Requirements for an electrical design & the EIC

Hi All

Just a quick question, is it a legal requirement the following section to be signed? The main contractor, sub-contracted a designer and the employed a installer, however hey signed all sections apart from the design section. I can't remember it being a legal requirement but the MC can sign it as a departure?

I/We being the person(s) responsible for the design of the electrical installation (as indicated by my/our signatures below), particulars of which are described above, having exercised reasonable skill and care when carrying out the design and additionally where this certificate applies to an add1t1on or alteration, the safety of the existing installation is not impaired, hereby CERTIFY that the design work for which I/we have been responsible is to the best of my/our knowledge and belief in accordance with BS 7671 :2018, amended to ….. except for the departures, if any, detailed .as follows:  

Thanks

Heera

Parents
  • Sooo...

    Who actually does the design calcs etc, and is the result really so bad he or she does not wish to admit it it?

    regards Mike 

    (who occasionally signs for more than one section on similar looking forms....)

  • Principal 'CONTRACTORS' have appointed sub-contractors for the installation of new DB, that then became an as fitted design, in which the principal contractors did the design. Now a new subcontractor comes a long a installs a new circuit on that DB, in which another as fitted design has to be done. And in accordance with the client standards the principal contractor only had responsibility for completion and inspection which has been complete. Therefore is a signature required by the principal contractor under the design section, if the client has or has not asked for it?

Reply
  • Principal 'CONTRACTORS' have appointed sub-contractors for the installation of new DB, that then became an as fitted design, in which the principal contractors did the design. Now a new subcontractor comes a long a installs a new circuit on that DB, in which another as fitted design has to be done. And in accordance with the client standards the principal contractor only had responsibility for completion and inspection which has been complete. Therefore is a signature required by the principal contractor under the design section, if the client has or has not asked for it?

Children
  • Well, if several folk have jointly and severally generated the design over an extended period, then ideally all of them need to be recorded, as well as who is responsible for what aspects - if not on that form then somewhere else, unless another party is happy to adopt the responsibility for  design work that is not their own on  behalf  of others - such as a director on behalf of his company.

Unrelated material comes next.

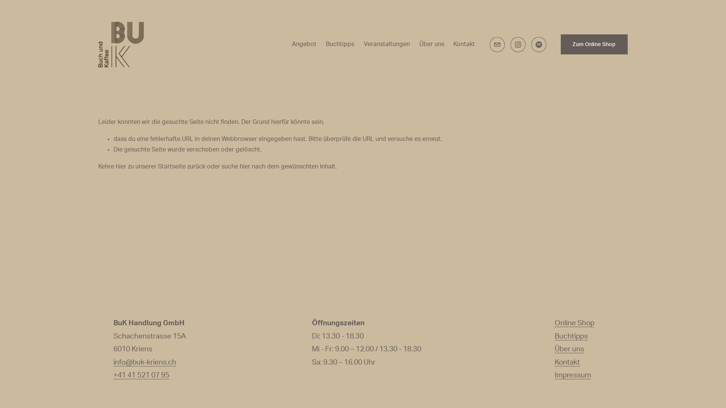  Describe the element at coordinates (387, 45) in the screenshot. I see `Veranstaltungen` at that location.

    The whole point is that there is someone, or at least a legal entity, that is responsible if something is later found to be defective in the design, and the form is one place to record that. Who is responsible for a design weakness, much like an installation error, could become really important, if for example the building burns down.

    Mike

  • Now a new subcontractor comes a long a installs a new circuit on that DB, in which another as fitted design has to be done.

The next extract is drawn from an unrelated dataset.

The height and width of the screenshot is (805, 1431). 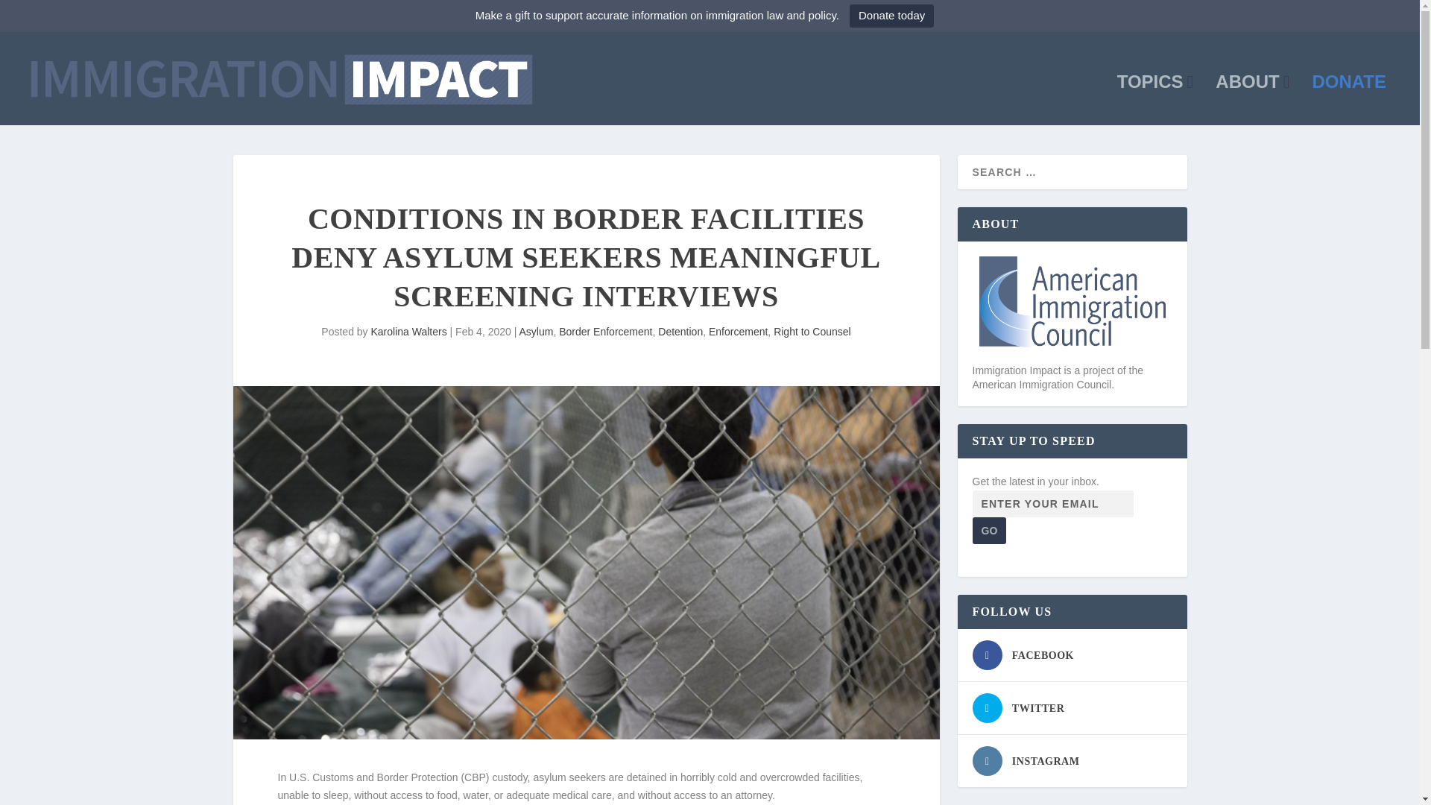 What do you see at coordinates (892, 16) in the screenshot?
I see `Donate today` at bounding box center [892, 16].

    If you're following the accepted rules of thumb per Appendix 6, this new circuit is not part of the original design, that's a new EIC for the new circuit, limited to that circuit.

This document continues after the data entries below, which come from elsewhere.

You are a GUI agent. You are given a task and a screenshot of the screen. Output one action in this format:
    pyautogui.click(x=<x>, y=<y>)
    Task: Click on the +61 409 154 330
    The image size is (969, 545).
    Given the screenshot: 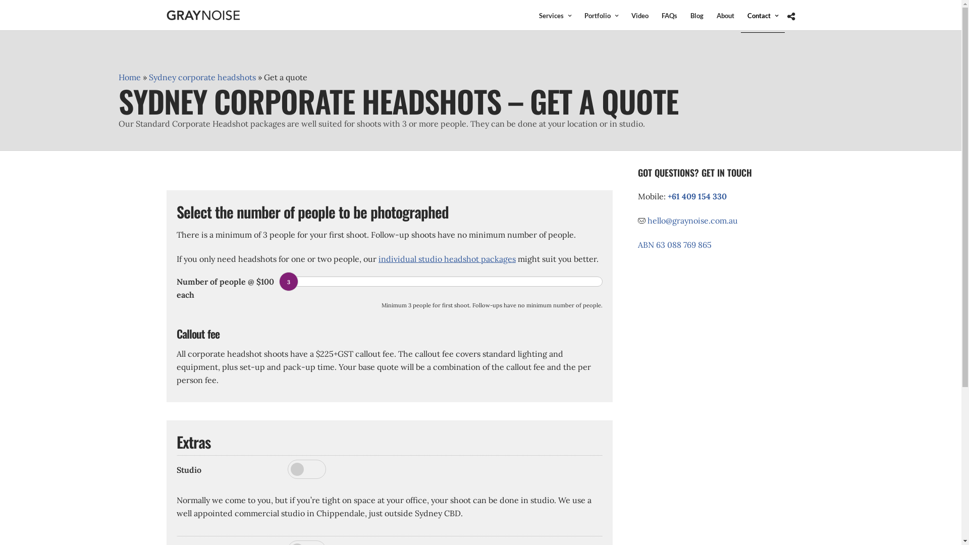 What is the action you would take?
    pyautogui.click(x=697, y=196)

    There should be a previous EIC for the original installation ...

    The MEIWC can only be provided for a new circuit:


    Or ... is someone trying to play "all ends to the middle", by suggesting circuits that are already planned into the original design are "new circuits" just because a contract says another company is installing the wiring from the distribution board, and perhaps some bonding and containment too?

    Whichever, in general these are all contractual issues, rather than something that needs to be addressed by BS 7671 itself.

    I'm also providing this commentary, from the perspective of working on very large infrastructure programmes, that involve a Principal Contractor, and number of other contractors, with varying scopes. including the situation you describe.